Struggling against imaginary external censors and genuine internal ones, the major writers of this New Wave of Israeli authors (as they were dubbed) produced anti‑establishment allegories that to some degree veiled their intentions. This accounts for works like Mikreh Hakesil [Fortunes of a Fool] in 1959 and Haberihah [The Escape] in 1962 by Aharon Megged (a member of the older genera­tion), as well as the early allegories of A. B. Yehoshua, which began to appear in the late 1950s in the newspaper Lamerhav and in the periodical Keshet.

Yehoshua’s story “Hamefaked Ha’aharon” [The Last Commander], for example, which appeared in the collection Mot Hazaken in 1962, is about a group of soldiers who prefer sleep­ing to fighting. It evokes the weary distaste for war felt by the post­-Sinai Campaign generation.

A more direct response to the transformations in attitude effected by the Sinai Campaign and by the Lavon Affair was mounted in Yariv Ben‑Aharon’s book Hakerav [The Battle], which was published in 1967–the year of the Six Day War. In Or Be’ad Or [Skin for Skin] In 1962, Orpaz protested the war and the values that led up to it. So did Amos Oz in one of his major works of fiction, Mikha’el Sheli [My Michael]. Though the book appeared only in 1968, nonetheless its inner climax corresponds, not to the Six Day War, but to the Sinai Campaign.
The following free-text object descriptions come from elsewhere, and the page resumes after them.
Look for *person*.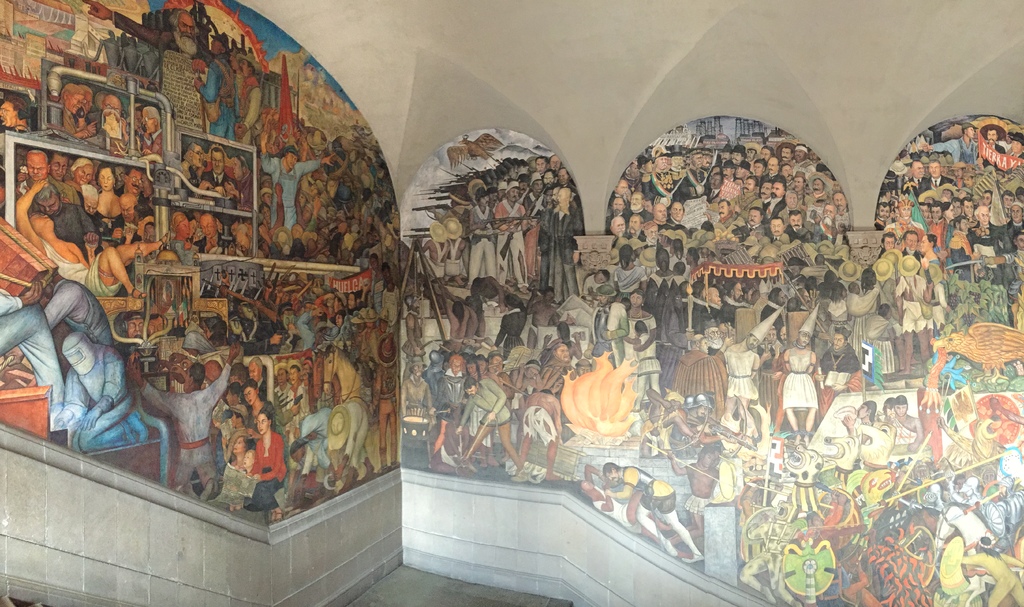
Found: x1=0 y1=93 x2=31 y2=133.
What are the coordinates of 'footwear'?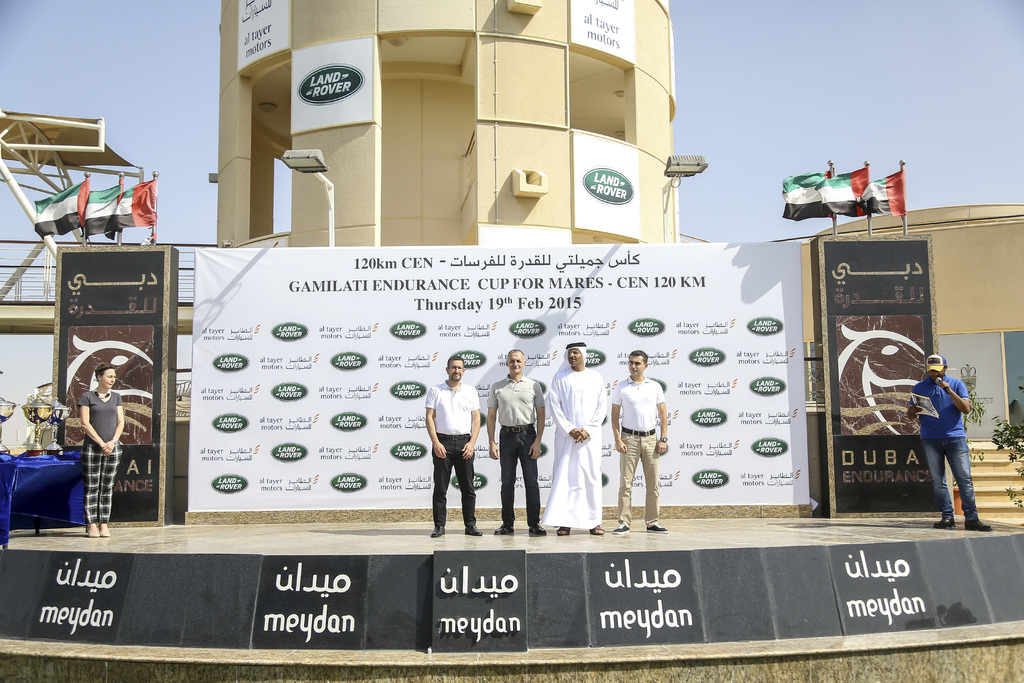
crop(87, 526, 97, 536).
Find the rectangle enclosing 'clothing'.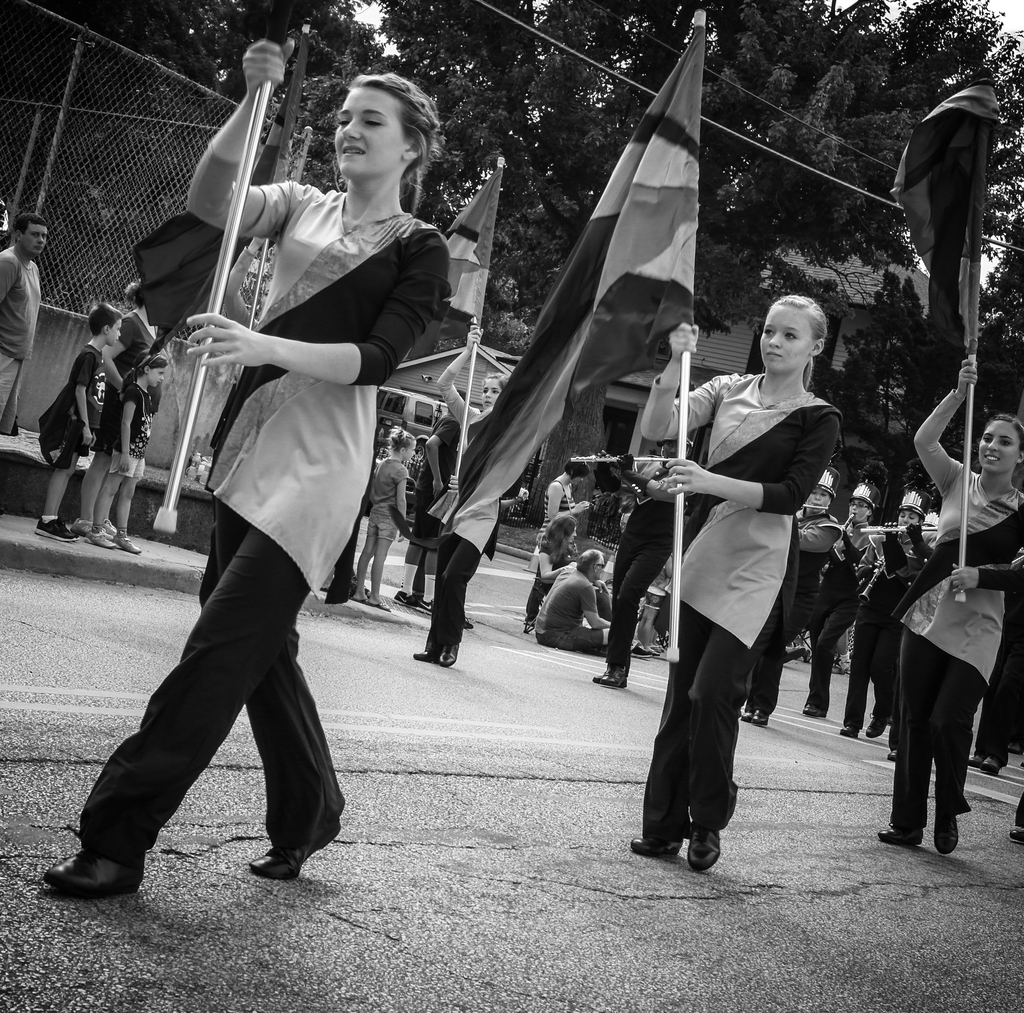
BBox(535, 474, 568, 548).
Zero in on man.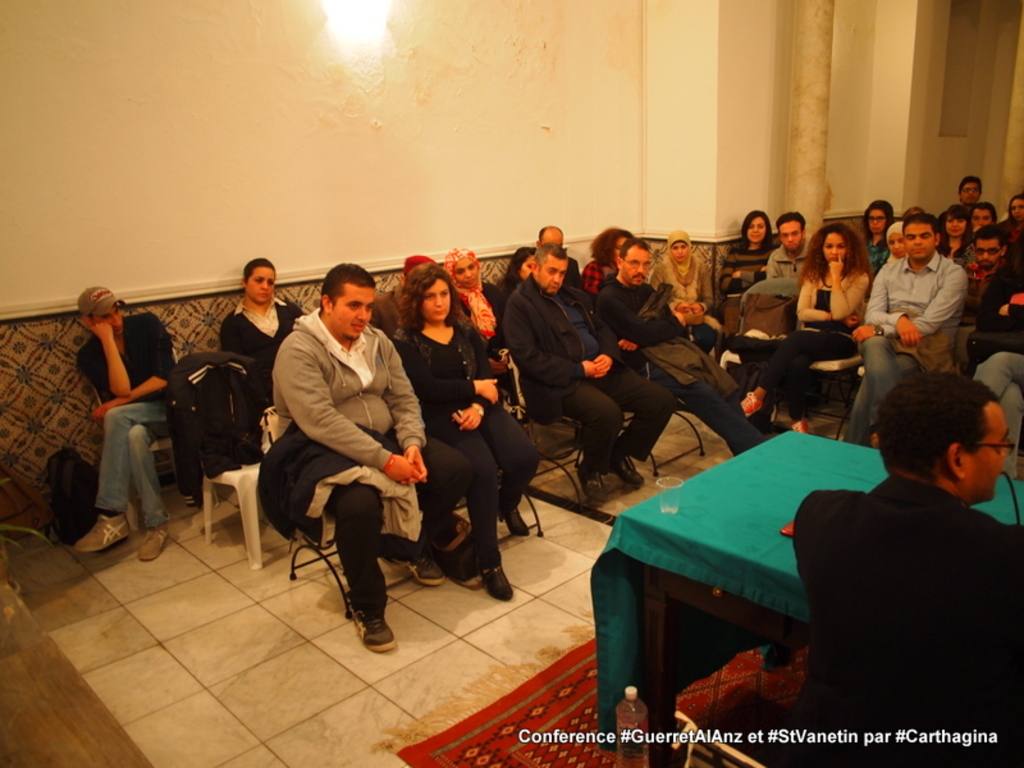
Zeroed in: crop(499, 242, 676, 502).
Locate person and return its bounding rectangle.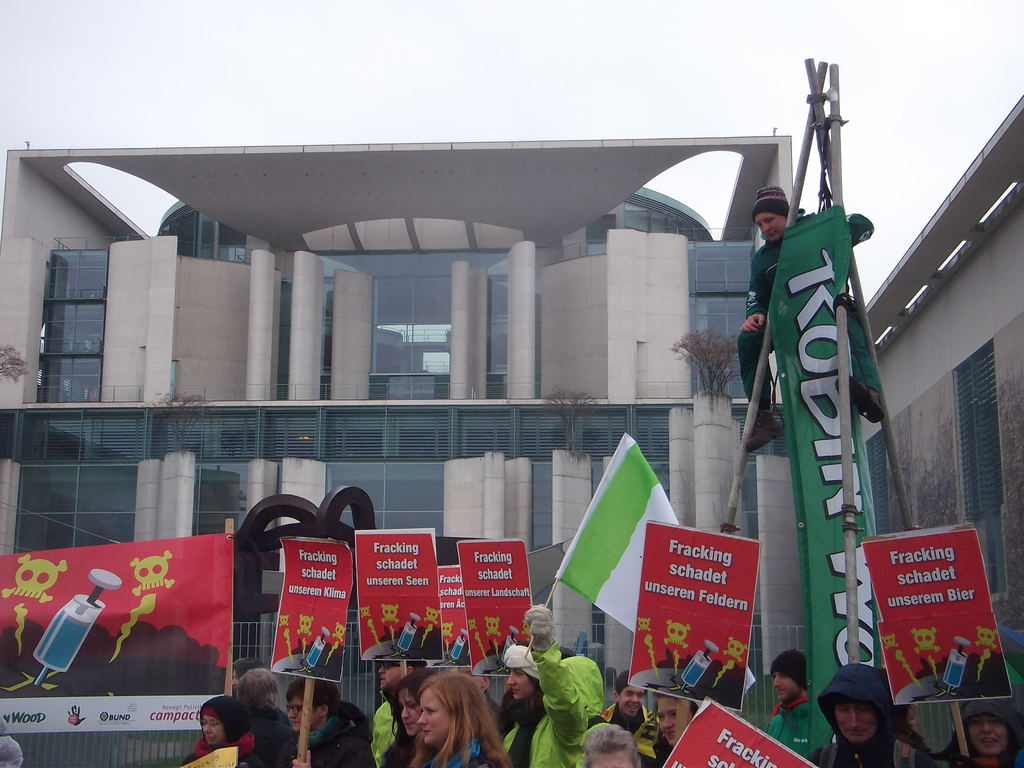
detection(228, 655, 264, 694).
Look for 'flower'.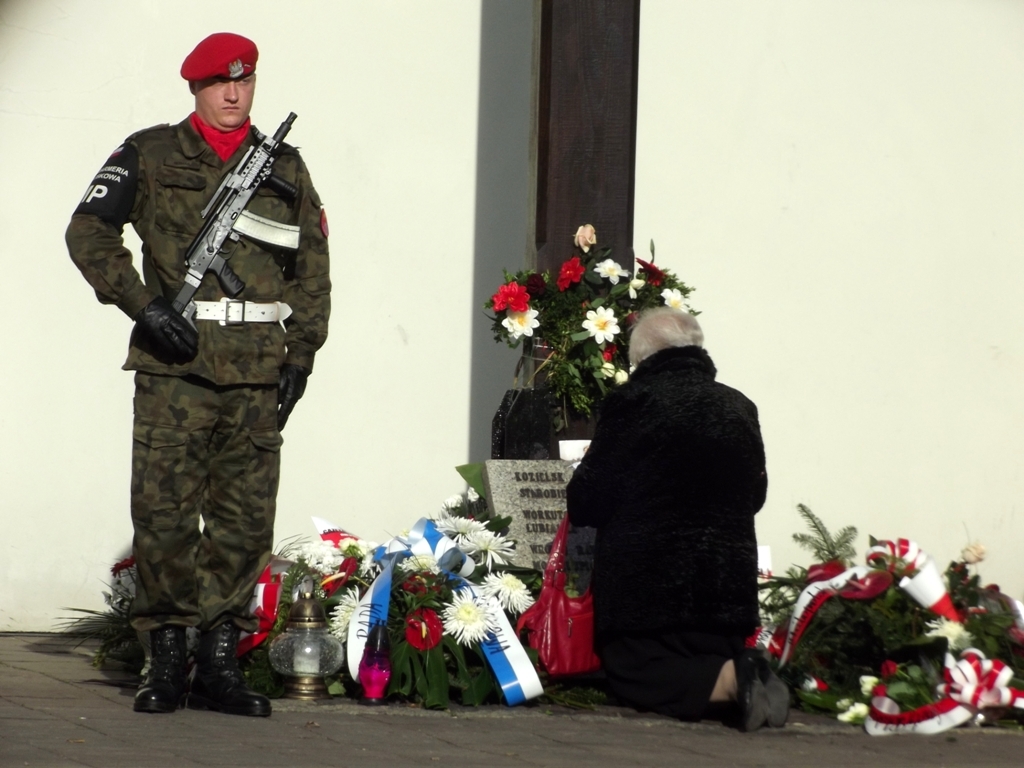
Found: [591, 257, 631, 282].
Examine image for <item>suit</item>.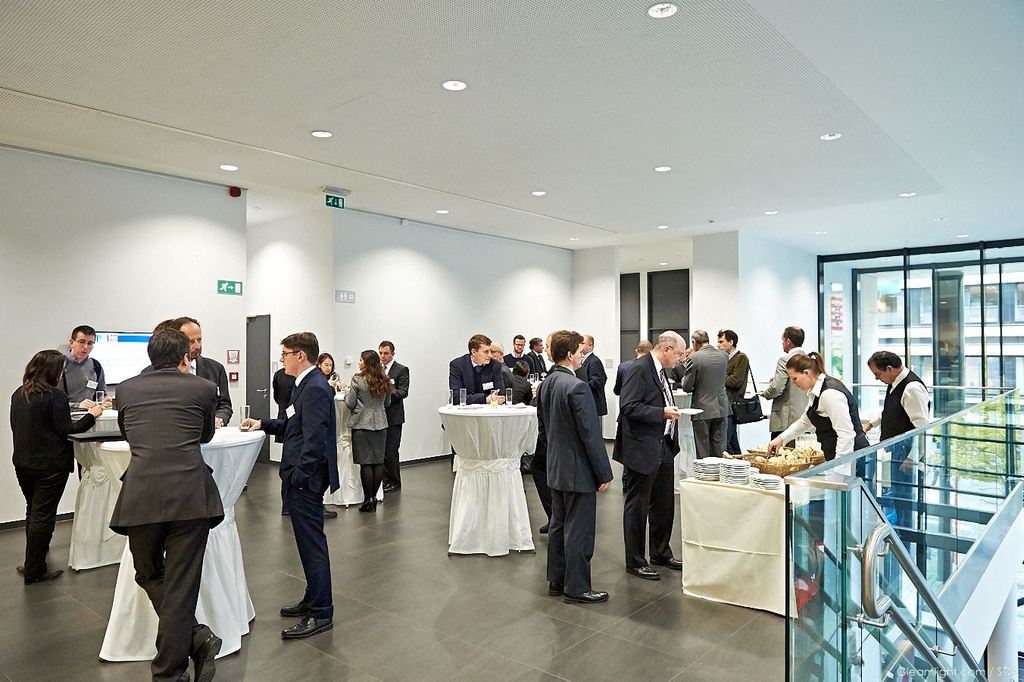
Examination result: <bbox>380, 363, 407, 490</bbox>.
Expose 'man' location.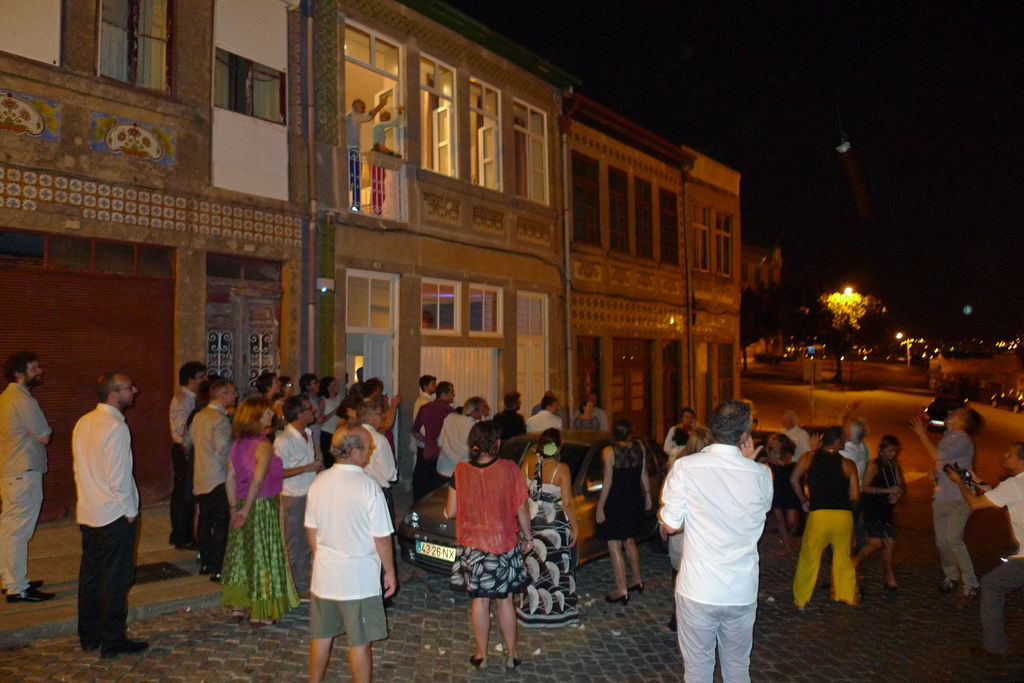
Exposed at 654, 389, 788, 682.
It discharged tensions that had built up during the years of living on the edge.

Various aspects of the Holocaust, which the Israelis had been unable to contend with directly, remained suppressed until the 1960s. Secular Zionism had rested on the negation of the Diaspora and Diaspora Judaism. The Eichmann trial revalidated the old Jew in Israeli eyes. The Jews who had been slaughtered were not guilty of anything, not even of having failed to heed the Zionist message in time. They were innocent victims of a hostile world. Therefore, the Jewish metaplot, of which the Zionist metaplot was one part, had to acknowledge these Jews as equally legitimate protagonists in the unfolding of the national narrative.

This realization concerning European Jewry took an even more radical turn following the Six Day War, in which the corollary of Diaspora weakness as opposed to Israeli strength and invulnerability, came to be tested. On the one hand, the impending conflict revitalized and revivified national myths, as the nation envisioned a second Auschwitz. Accordingly, one euphoric response to the victory of 1967 was a reconfirmation of divine promise and Zionist vision finally realized.

But such triumphalism angered many leftist intellectuals, whose outcry determined the dominant post‑1967 note, especially as Israel, in the wake of its self‑confidence, nearly lost the Yom Kippur War. In the autumn of 1974 the periodical Akhshav published a “we told you so” editorial, as if Israel’s near‑defeat at the hands of the Arabs was a sort of moral victory, not only for the political left, but for avant‑garde literature: “Are we, as writers and intellectuals, supposed to keep silent in the face of this foolish refusal which harms Israel, to recognize the right of the other nation in this country, namely the Palestinian people, to self‑determination at our side?”­

Repelled by the exultant society around her, writers such as Ruth Almog, for example, in her novel Mavet Bageshem [Death in the Rain] in 1982, presented post‑1967 Israel as a land of contractors, snobs, and the newly affluent. Or take the following passage from Oz’s Laga’at Bamayim, Laga’at Baruah [Touch the Water, Touch the Wind] in 1973, which was published a little before the Yom Kippur War and is set in the moment of 1967:

“Yotan and Audrey…had decided that words were not enough. They resolved that it was their duty to set out that very night on foot for the mountains over the border. There they would try with all their might and main to meet, to talk, to explain, to persuade, to extinguish with the right words the flame of blind hatred. Not that they had any confidence in the success of their experiment, but they both shared a feeling that there was nothing else in the world to compare to it, even if it failed, and that the almost certain defeat they faced would be far more glorious than all the magnificent victories of which the history books are full.”

Amos Kenan went still further in his grotesque‑satiric novella, Shoah II (1975), in which he suggested that occupation, not the ’67 threat, would be what produced a second Holocaust.